Banker to the government
The Bank of England (BoE) was established in 1694, six years after the accession of William and Mary. At the time they took the throne, James II had been overthrown, England was at war and the country’s finances were in chaos.
The Amsterdam Wisselbank, founded in 1609, had evolved into a successful and stable model of a central bank that had made a significant contribution to the success and stability of the Dutch economy. Scottish entrepreneur William Paterson began to argue the need for a similar institution in England, proposing a loan of £1,200,000 to the government. His scheme was approved, and a group of subscribers put up the money that became the initial capital stock of the BoE, to be lent on to the government to finance spending projects. In return, the government granted the bank’s Royal Charter, and the subscribers were incorporated as “The Governor and Company of the Bank of England”, with Sir John Houblon as the first governor.
Banker to the banks, and the birth of monetarism
At the beginning of its life, the BoE’s only role was banker to the government but, during the eighteenth century, the BoE became the banker to other banks. However, the BoE ran the risk of collapse if depositors tried to withdraw all their money at once, so the BoE had to ensure that it maintained enough gold in reserve to cover this contingency. The depredations of the Napoleonic Wars sapped the BoE’s gold reserves, so the government forbade the bank from converting its notes into gold, a move that led to a surge in inflation that was blamed primarily on the BoE having printed too much paper. An investigating Parliamentary Select Committee concluded that paper currency that could not be converted into gold or silver could only retain its value by limiting the amount of paper issued and, with this decree, the concept of monetarism was created.
Taking control of Britain’s finances
Banking crises during the nineteenth century spurred the BoE to assume responsibility for the stability of the entire UK banking system, taking on its role as “lender of last resort”. The nineteenth century saw the BoE become the primary issuer of banknotes in England and Wales through the Bank Charter Act of 1844, which prohibited the issuance of new notes by banks. Many small banks had printed notes, undermining monetary discipline in the UK. However, the new Act stated that the issuance of banknotes by the BoE would be tied to the bank’s gold reserves, a move that led to the establishment of the Gold Standard. Moreover, the BoE had to separate the accounts of its banknote issuance from those of its banking operations, and to provide weekly summaries of both accounts. This “Bank Return” is still published every week.

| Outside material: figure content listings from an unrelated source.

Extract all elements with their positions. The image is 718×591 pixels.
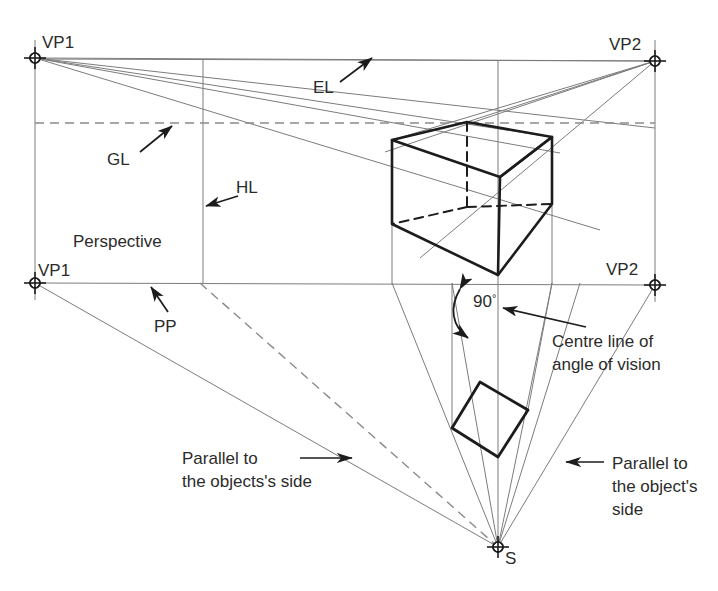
plan-leader-right: [528, 283, 552, 410]
picture-plane-line: [35, 283, 655, 285]
ray-vp2-d: [420, 61, 655, 258]
vp2-bottom-label: VP2: [606, 260, 638, 279]
parallel-right-label-3: side: [612, 500, 643, 519]
centre-line-label-1: Centre line of: [552, 332, 653, 351]
station-point-label: S: [505, 549, 516, 568]
parallel-right-label-1: Parallel to: [612, 454, 688, 473]
gl-leader-arrow: [140, 126, 172, 152]
perspective-label: Perspective: [73, 232, 162, 251]
ray-vp1-b: [35, 58, 655, 128]
right-angle-arc: [453, 289, 468, 338]
cube-hidden-edge-right: [467, 204, 552, 207]
ray-vp2-a: [392, 61, 655, 140]
vp2-top-label: VP2: [609, 35, 641, 54]
pp-label: PP: [154, 317, 177, 336]
cube-top-face: [392, 122, 552, 177]
ray-vp2-c: [467, 61, 655, 122]
ray-vp1-c: [35, 58, 552, 137]
text-labels: VP1 VP2 VP1 VP2 EL GL HL PP Perspective …: [38, 33, 697, 568]
plan-square-outline: [452, 382, 528, 457]
vp1-bottom-label: VP1: [38, 261, 70, 280]
parallel-right-label-2: the object's: [612, 477, 697, 496]
el-leader-arrow: [340, 58, 372, 82]
right-angle-value: 90: [473, 292, 492, 311]
ray-vp1-d: [35, 58, 560, 153]
vanishing-point-markers: [24, 47, 666, 558]
gl-label: GL: [107, 150, 130, 169]
perspective-diagram: VP1 VP2 VP1 VP2 EL GL HL PP Perspective …: [0, 0, 718, 591]
right-angle-label: 90°: [473, 292, 496, 311]
sight-ray-1: [392, 283, 498, 547]
construction-lines: [35, 40, 655, 547]
ray-vp1-bottom-to-s: [35, 283, 498, 547]
cube-visible-edges: [392, 122, 552, 275]
vp2-bottom-marker: [644, 274, 666, 296]
vp1-top-label: VP1: [42, 33, 74, 52]
cube-object: [392, 122, 552, 275]
parallel-left-label-1: Parallel to: [182, 449, 258, 468]
vp2-top-marker: [644, 50, 666, 72]
plan-square: [452, 382, 528, 457]
cube-hidden-edge-left: [392, 207, 467, 224]
el-label: EL: [313, 78, 334, 97]
pp-leader-arrow: [151, 287, 168, 312]
parallel-left-label-2: the objects's side: [182, 472, 312, 491]
dashed-diagonal-to-s: [200, 283, 498, 547]
degree-symbol: °: [492, 292, 496, 304]
diagram-canvas: VP1 VP2 VP1 VP2 EL GL HL PP Perspective …: [0, 0, 718, 591]
cube-left-face: [392, 140, 500, 275]
angle-arc-path: [453, 289, 468, 338]
centre-line-label-2: angle of vision: [552, 355, 661, 374]
hl-label: HL: [236, 178, 258, 197]
hl-leader-arrow: [206, 196, 238, 206]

During the eighteenth century, the government borrowed an increasing amount of money, which became known as the National Debt. During the First World War, the UK’s National Debt soared to £7 billion, and the BoE assisted in the management of government borrowing and the fight against inflation.
An independent Bank of England?
In 1931, the UK left the Gold Standard and its gold and foreign exchange reserves were handed to the UK Treasury, although the BoE continued to carry out their administration. The BoE was nationalised in 1946, following the end of the Second World War. Almost fifty years later, in 1997, it was given responsibility for setting UK interest rates, independent of any operational interference from the government. The BoE’s Monetary Policy Committee’s (MPC’s) task is to ensure that UK inflation meets a government-set target (currently 2%). If inflation falls more than one percentage point outside this target, the BoE’s governor has to write an open letter to the Chancellor of the Exchequer, outlining the reasons for the failure to meet the target, and explaining how he intends to resolve the problem. Interest rates are reviewed by the MPC at a monthly meeting.
However, the BoE’s independence does not necessarily equate to autonomy. The MPC’s relatively narrow brief – focusing on inflation – is likely to become increasingly problematic in coming months. The UK has lurched from concerns about soaring prices to worries about deflation in the space of a few months; however, an environment of deflation cannot be averted purely through monetary policy, so the BoE and the government might well be obliged to work together more closely. Any hint that the MPC’s interest-rate decisions are being influenced by the government would not only compromise the BoE’s much-vaunted independence, but could also raise the prospect of interest-rate policy being harnessed for short-term political gain rather than for the long-term monetary strength for the UK. Only time will tell the outcome; however, it seems likely that the Old Lady’s role will continue to evolve.